╭──

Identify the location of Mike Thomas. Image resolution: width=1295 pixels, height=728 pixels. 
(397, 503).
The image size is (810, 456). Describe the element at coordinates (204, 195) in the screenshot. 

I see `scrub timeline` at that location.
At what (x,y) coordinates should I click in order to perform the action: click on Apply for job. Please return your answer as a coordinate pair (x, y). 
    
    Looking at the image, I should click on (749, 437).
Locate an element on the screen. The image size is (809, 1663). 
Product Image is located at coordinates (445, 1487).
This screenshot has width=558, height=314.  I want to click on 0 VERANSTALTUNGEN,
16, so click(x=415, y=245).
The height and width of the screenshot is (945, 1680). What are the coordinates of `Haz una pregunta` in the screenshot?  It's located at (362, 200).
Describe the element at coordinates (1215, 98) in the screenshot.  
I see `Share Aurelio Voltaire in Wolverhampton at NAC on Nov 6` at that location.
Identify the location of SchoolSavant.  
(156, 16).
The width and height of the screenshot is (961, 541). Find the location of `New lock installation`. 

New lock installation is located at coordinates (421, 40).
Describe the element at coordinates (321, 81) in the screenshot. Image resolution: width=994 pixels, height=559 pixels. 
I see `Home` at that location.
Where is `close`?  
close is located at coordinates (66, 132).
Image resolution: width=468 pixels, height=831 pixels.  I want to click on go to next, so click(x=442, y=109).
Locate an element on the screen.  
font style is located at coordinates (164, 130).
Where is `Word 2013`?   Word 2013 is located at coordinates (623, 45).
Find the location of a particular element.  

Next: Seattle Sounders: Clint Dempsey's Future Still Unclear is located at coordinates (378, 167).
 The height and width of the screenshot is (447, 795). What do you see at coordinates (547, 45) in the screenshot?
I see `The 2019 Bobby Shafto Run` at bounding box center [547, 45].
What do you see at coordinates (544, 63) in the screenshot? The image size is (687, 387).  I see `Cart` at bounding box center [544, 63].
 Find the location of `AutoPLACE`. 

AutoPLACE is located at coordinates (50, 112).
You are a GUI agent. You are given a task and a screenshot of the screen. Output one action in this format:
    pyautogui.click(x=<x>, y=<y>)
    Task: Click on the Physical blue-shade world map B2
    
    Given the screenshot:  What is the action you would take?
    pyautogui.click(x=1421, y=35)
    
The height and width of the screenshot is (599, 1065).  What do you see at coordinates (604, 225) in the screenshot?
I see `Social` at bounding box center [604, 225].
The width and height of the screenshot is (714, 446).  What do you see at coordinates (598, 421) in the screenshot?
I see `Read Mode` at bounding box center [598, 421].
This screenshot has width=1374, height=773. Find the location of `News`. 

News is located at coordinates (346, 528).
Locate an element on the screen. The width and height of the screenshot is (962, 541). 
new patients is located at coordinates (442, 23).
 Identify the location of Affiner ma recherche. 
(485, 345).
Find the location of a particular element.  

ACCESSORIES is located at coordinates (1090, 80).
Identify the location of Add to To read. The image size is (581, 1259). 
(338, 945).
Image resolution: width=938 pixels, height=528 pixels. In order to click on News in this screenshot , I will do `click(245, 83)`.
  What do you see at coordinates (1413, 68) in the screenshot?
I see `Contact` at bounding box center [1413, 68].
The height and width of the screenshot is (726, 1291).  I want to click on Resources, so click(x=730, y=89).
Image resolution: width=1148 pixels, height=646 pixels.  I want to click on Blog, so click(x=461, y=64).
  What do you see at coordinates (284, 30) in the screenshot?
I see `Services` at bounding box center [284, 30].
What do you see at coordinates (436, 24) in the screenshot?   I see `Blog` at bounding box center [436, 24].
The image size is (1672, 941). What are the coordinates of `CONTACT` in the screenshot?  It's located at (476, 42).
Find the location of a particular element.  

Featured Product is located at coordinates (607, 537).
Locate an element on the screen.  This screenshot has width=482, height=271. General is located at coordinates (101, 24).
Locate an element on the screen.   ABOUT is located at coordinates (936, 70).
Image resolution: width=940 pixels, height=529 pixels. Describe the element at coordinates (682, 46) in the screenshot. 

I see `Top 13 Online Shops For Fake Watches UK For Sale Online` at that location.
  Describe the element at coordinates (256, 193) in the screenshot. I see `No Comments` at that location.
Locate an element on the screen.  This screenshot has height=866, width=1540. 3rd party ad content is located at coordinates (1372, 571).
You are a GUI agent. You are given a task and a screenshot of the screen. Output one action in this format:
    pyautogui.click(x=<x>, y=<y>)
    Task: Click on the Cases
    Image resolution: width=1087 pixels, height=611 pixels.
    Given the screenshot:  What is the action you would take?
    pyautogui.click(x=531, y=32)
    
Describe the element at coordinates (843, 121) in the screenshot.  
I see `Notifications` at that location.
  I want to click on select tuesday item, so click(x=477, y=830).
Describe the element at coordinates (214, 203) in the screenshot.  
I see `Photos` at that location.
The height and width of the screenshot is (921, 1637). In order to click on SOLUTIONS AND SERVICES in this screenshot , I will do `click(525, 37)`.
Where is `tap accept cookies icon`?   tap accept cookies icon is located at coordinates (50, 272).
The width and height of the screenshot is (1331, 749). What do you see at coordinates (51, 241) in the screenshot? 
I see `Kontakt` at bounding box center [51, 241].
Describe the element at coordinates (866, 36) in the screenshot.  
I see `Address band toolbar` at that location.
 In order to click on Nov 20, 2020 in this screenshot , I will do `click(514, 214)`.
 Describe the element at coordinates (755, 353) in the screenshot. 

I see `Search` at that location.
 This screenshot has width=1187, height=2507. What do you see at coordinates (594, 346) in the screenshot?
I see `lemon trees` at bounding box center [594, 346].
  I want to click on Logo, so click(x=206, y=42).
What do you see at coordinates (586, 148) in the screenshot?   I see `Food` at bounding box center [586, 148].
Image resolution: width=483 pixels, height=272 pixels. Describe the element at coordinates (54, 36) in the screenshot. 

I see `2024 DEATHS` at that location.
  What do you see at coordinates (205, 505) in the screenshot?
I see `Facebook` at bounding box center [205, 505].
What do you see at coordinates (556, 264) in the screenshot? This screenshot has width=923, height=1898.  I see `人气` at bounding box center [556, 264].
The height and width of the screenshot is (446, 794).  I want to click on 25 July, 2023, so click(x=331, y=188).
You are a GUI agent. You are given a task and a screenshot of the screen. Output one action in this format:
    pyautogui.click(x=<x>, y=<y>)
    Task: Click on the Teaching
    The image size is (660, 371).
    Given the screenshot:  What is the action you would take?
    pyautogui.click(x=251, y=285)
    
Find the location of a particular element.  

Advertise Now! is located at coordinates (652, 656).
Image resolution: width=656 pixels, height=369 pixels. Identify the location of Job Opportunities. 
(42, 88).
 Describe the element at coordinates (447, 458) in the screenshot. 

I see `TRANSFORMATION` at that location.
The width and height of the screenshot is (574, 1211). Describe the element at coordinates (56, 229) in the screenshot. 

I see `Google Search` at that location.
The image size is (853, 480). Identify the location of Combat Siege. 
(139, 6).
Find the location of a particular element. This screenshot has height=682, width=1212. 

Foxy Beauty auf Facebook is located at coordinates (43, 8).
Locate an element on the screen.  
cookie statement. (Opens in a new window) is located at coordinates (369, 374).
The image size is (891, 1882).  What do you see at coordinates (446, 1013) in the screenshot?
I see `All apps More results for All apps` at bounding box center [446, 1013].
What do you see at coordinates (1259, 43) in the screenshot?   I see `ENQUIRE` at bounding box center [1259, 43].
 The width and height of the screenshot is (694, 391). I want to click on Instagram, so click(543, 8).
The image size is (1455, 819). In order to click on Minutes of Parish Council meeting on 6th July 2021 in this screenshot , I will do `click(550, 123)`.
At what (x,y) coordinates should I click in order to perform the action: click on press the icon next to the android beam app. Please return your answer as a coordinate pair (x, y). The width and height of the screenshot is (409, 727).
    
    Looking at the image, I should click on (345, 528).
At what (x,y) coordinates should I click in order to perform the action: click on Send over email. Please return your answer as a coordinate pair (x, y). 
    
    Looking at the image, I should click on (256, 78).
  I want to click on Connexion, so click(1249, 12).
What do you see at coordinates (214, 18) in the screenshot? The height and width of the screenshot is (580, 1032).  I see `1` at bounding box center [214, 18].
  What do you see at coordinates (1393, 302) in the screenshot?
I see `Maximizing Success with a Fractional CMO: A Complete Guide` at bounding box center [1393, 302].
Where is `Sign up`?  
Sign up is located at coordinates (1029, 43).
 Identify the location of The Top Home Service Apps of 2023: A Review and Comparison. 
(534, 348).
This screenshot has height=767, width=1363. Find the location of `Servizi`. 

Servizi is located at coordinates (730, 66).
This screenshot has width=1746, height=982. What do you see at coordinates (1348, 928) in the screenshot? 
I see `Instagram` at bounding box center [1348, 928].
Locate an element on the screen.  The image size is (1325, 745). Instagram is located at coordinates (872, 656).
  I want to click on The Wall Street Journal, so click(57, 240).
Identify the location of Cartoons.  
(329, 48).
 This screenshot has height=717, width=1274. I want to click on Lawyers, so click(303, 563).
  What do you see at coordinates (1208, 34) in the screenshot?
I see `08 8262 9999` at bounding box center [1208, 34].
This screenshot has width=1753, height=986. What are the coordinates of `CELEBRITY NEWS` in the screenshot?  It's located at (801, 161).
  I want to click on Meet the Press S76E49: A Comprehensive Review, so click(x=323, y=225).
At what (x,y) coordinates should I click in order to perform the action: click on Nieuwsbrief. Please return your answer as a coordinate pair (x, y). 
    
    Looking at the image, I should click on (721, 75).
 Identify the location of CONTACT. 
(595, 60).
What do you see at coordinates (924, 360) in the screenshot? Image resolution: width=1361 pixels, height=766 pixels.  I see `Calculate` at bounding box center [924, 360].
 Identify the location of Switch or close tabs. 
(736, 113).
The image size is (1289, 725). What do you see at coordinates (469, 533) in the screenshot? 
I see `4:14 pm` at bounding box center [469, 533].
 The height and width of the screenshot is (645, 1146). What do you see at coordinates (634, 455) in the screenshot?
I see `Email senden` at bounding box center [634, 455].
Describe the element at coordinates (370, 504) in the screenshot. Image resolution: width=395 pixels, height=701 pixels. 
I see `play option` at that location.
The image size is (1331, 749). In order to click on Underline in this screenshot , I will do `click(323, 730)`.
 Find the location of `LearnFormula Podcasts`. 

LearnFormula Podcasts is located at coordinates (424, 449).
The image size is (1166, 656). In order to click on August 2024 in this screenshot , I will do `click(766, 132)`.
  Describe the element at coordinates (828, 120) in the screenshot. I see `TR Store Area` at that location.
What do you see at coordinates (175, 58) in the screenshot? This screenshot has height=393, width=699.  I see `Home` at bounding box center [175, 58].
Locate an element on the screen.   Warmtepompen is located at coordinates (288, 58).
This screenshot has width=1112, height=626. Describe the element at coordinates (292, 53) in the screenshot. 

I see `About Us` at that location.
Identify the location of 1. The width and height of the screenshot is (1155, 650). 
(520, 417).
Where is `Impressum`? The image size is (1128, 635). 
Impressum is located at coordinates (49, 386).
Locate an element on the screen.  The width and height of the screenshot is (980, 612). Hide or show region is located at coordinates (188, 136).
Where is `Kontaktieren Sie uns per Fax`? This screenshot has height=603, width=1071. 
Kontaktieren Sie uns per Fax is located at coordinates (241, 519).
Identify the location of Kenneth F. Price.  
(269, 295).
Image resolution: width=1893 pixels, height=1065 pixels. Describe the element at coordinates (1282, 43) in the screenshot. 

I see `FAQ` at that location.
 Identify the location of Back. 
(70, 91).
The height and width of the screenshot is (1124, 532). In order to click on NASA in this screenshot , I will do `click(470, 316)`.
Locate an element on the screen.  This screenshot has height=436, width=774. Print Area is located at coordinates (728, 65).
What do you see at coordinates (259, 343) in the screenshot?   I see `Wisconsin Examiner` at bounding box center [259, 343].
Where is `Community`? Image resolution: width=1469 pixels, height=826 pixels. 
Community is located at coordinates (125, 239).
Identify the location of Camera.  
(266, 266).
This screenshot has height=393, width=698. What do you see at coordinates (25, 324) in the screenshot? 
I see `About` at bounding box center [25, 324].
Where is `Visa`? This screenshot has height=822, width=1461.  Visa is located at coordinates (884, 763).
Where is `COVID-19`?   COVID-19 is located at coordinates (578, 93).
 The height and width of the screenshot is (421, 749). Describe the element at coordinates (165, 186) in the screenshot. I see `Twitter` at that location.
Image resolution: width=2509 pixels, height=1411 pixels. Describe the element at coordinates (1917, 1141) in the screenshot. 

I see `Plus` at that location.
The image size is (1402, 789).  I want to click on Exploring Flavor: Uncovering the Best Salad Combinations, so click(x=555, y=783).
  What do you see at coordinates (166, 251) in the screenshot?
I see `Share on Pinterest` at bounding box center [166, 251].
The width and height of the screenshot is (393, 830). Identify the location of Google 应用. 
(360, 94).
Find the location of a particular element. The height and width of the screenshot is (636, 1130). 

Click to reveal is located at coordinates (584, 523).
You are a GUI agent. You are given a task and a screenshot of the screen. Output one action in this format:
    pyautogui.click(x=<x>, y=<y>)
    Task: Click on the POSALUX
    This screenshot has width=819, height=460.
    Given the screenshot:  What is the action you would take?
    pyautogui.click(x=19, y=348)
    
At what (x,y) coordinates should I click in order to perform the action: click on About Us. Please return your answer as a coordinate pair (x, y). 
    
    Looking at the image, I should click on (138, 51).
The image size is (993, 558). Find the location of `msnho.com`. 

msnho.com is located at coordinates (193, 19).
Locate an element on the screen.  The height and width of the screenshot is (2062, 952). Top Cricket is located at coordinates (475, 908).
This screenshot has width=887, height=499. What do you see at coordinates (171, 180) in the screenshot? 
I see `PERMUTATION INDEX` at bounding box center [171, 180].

╰──

WORK REQUIRED
Word for word, quote the lines of the material from the first line through the line with "The height and width of the screenshot is (945, 1680).", both ends included.

OUTPUT
Identify the location of Mike Thomas. Image resolution: width=1295 pixels, height=728 pixels. 
(397, 503).
The image size is (810, 456). Describe the element at coordinates (204, 195) in the screenshot. 

I see `scrub timeline` at that location.
At what (x,y) coordinates should I click in order to perform the action: click on Apply for job. Please return your answer as a coordinate pair (x, y). 
    
    Looking at the image, I should click on (749, 437).
Locate an element on the screen. The image size is (809, 1663). 
Product Image is located at coordinates (445, 1487).
This screenshot has width=558, height=314.  I want to click on 0 VERANSTALTUNGEN,
16, so click(x=415, y=245).
The height and width of the screenshot is (945, 1680). What are the coordinates of `Haz una pregunta` in the screenshot?  It's located at (362, 200).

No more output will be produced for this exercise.